Q5. Can I freeze the finished, assembled cake? Unfrosted layers freeze exceptionally well for up to 2 months, and this is the best way to work well ahead. A fully frosted and decorated cake can technically be frozen, but the frosting’s texture and finish change slightly after thawing. For the best result, freeze the layers separately, then thaw, frost, fill, and assemble as close to serving time as possible.

Conclusion

A wedding cake carries a weight that no other dessert quite matches — it’s the moment people photograph, the first shared bite, the thing remembered long after the evening ends. What makes this recipe worth coming back to is how it balances genuine elegance with real practicality. The tender crumb, the silky buttercream, the way a well-chosen filling works with every layer — it all comes together in a way that feels ceremonious without requiring professional equipment or years of training to pull off.

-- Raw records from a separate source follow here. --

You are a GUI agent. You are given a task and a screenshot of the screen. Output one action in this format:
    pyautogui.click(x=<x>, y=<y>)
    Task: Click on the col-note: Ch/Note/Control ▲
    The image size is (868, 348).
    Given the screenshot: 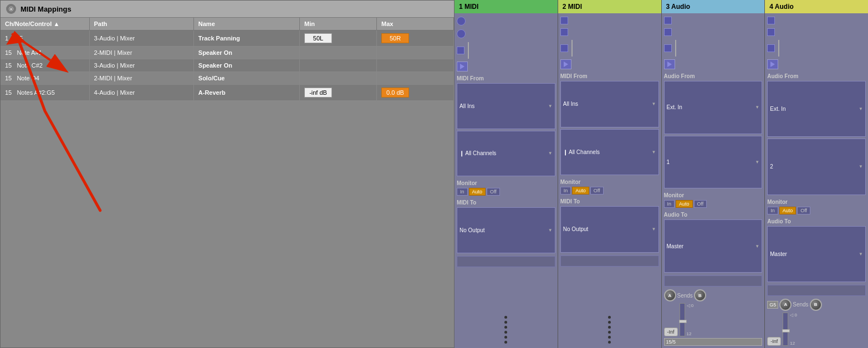 What is the action you would take?
    pyautogui.click(x=45, y=24)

Make it for a wedding, an anniversary, an engagement dinner, or any occasion that deserves a centerpiece with presence. Customize the filling, choose a decoration style that fits the moment, and trust the technique that’s built into every step. This is the kind of recipe that gets better each time you make it — refined a little more, made a little more confidently, and shared with people who will ask you for it again.

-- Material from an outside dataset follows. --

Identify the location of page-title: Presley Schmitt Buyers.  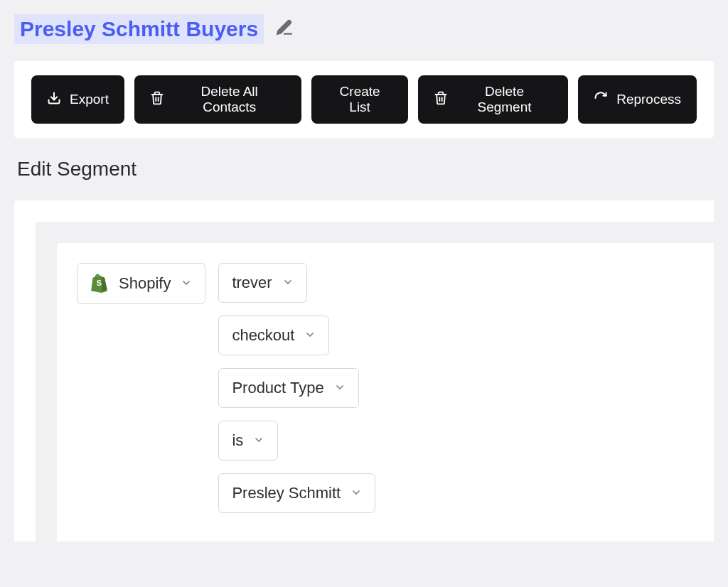
(139, 29).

Classic Elegant Wedding Cake

Recipe by Yummy Platy Vibez
Servings

12

servings
Prep time

25

minutes
Cooking time

30

minutes
Calories

490

kcal
Total time

3

hours 

Three tender vanilla layers filled with your choice of raspberry, lemon, or chocolate filling and finished with silky buttercream frosting. A timeless, crowd-pleasing centerpiece for weddings, anniversaries, and any celebration worth marking beautifully.

Ingredients

  • For the Cake Layers:

  • 3 cups cake flour, sifted

  • 2½ tsp baking powder

  • ½ tsp salt

  • 1 cup unsalted butter, room temperature

  • 2 cups granulated sugar

  • 4 large egg whites

  • 1 tbsp pure vanilla extract

  • 1 cup whole milk, room temperature

  • For the Classic Buttercream Frosting:

  • 1½ cups unsalted butter, room temperature

  • 5 cups powdered sugar

  • 2–3 tbsp heavy cream

  • 2 tsp vanilla extract

  • Pinch of salt

  • Optional Fillings:

  • Raspberry preserves, lemon curd, or chocolate ganache

Directions

  • Preheat oven to 350°F (175°C). Grease and line three 8-inch round cake pans with parchment paper.
  • Sift cake flour, baking powder, and salt together in a bowl. Set aside.
  • Beat butter on medium for 1 minute. Add sugar and cream for 3–4 minutes until pale and fluffy.
  • Add egg whites one at a time, beating after each. Mix in vanilla.
  • Alternate the flour mixture and milk in three parts each, beginning and ending with flour. Mix until just combined.
  • Divide batter evenly between pans. Bake 25–30 minutes until a toothpick comes out clean (internal temp 200–205°F).
  • Cool in pans 10 minutes, then turn out onto a wire rack. Cool completely before assembling.
  • Beat softened butter for frosting until pale. Add powdered sugar one cup at a time, then cream, vanilla, and salt. Beat on high for 3–4 minutes until light and silky.
  • Level each cooled layer with a serrated knife. Stack with filling spread between each layer.
  • Apply a thin crumb coat of frosting over the entire cake. Refrigerate 20–30 minutes until firm.
  • Apply the final frosting coat with an offset spatula. Smooth sides and top. Decorate as desired and serve at room temperature.